As I made my way around this year’s gathering and talked to people from all walks of life, I patted myself on the back for bringing my son to such an amazing event, but I also worried that if he couldn’t fit in at Firefly, where everyone is invited and embraced, he was going to have a really hard time fitting in anywhere.
Magical moments
In my son’s defense, there are plenty of reasons for his anxiety. I talk about climate change so often that “carbon footprint” and “sea-level rise” have become a regular part of his vocabulary. I can also be prone to bad dad moments, such as when I discovered that I’d only packed him one shirt for Firefly — and that one got soaked pretty early.
Oh, yeah, the weather. If my son and I hadn’t enjoyed ourselves at this year’s gathering, it would have been easy to blame the 8 inches of rain that hit Deerfields that week. It rained so much that whenever it briefly receded to a drizzle, it almost felt as if the sun had come out. By the third day, people started referring to the event as “Rainfly,” and the joke never failed to get a laugh.
Remarkably, though, not a single person I met at Firefly complained about the weather, and many went out of their way to help others because of the trying conditions. For example, two young women from Wilmington helped my son and me load our gear onto the shuttle that ferried us to the campground during a downpour.
That was just one of many magical moments we enjoyed at this year’s gathering. Another occurred right after my son and I had finished eating some tacos made with quinoa tortillas from The Garden food truck. We were looking for a place to discard our trash when a woman, taking the “Leave no trace” philosophy to a beautiful extreme, swooped in and insisted on reusing our forks.

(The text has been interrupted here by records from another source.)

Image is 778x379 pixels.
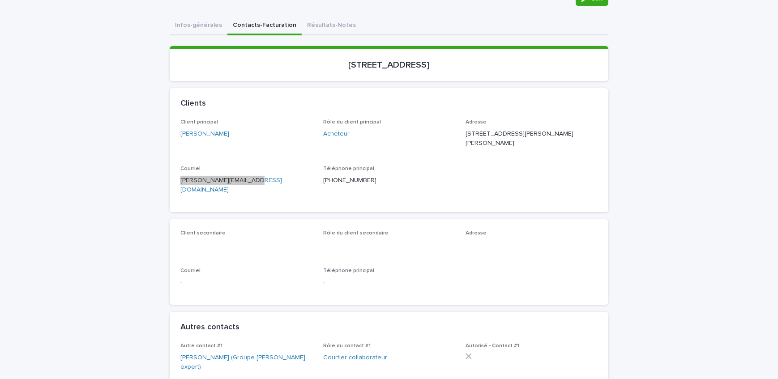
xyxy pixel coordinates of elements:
button: Contacts-Facturation [227,17,302,35]
span: Courriel [180,268,201,274]
span: Courriel [180,166,201,171]
a: Acheteur [323,129,350,139]
p: [STREET_ADDRESS] [180,60,598,70]
a: Courtier collaborateur [323,353,387,363]
span: Rôle du client secondaire [323,231,389,236]
span: Téléphone principal [323,268,374,274]
p: [PHONE_NUMBER] [323,176,455,185]
span: Rôle du client principal [323,120,381,125]
h2: Clients [180,99,206,109]
span: Téléphone principal [323,166,374,171]
p: - [466,240,598,250]
p: - [180,278,313,287]
span: Client principal [180,120,218,125]
span: Rôle du contact #1 [323,343,371,349]
p: - [323,240,455,250]
p: - [323,278,455,287]
button: Infos-générales [170,17,227,35]
p: - [180,240,313,250]
a: [PERSON_NAME] [180,129,229,139]
button: Résultats-Notes [302,17,361,35]
span: Adresse [466,231,487,236]
span: Autre contact #1 [180,343,223,349]
a: [PERSON_NAME][EMAIL_ADDRESS][DOMAIN_NAME] [180,177,282,193]
span: Autorisé - Contact #1 [466,343,519,349]
p: [STREET_ADDRESS][PERSON_NAME][PERSON_NAME] [466,129,598,148]
h2: Autres contacts [180,323,240,333]
span: Client secondaire [180,231,226,236]
span: Adresse [466,120,487,125]
a: [PERSON_NAME] (Groupe [PERSON_NAME] expert) [180,353,313,372]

Yet another occurred after our Thursday lunch, when I decided to skip the afternoon classes and roam Deerfields with my son instead. At a site known as “the farm,” we met Barnardsville-based farmer Amanda Coxe and her small herd of goats. My son latched onto Coxe’s daughter, who led us to Jeff Gottlieb’s trade blanket in a tent close to the pavilion. The trade blanket is a reenactment of the way fur trappers and Native Americans used to barter. When it’s your turn, you place the items you’re looking to trade in the center of the blanket, and everyone gets a chance to bid on them by adding their own possessions into the mix. In one of the more exciting exchanges, we watched a little boy trade a small jar of honey and a beeswax candle for a beaver’s foot and the scapula of a deer because, the boy admitted, “I want to paddle my sister with the bone.”
The last magical moment I enjoyed, the one I’ll look back on with the most fondness, occurred after Thursday’s dinner, when my son and I went to see what was happening at the pavilion. A folk band was playing, but thanks to a brief respite from the rain, a bunch of people began hanging out in the adjacent field, practically giddy.
Suddenly, a game of tag broke out, with about 30 adults treating a handful of kids to the time of their lives. I recognized a few faces. There was Katie Costanzo, one of the instructors from the Youth Village, and instructor Elijah Strongheart, whose tracking class I’d taken and loved. Many of the kids I’d also seen time and again at the Youth Village.
And then I spotted him. There in the middle of the scrum, running and laughing with his shoes kicked off and his hair flying behind him, was my son.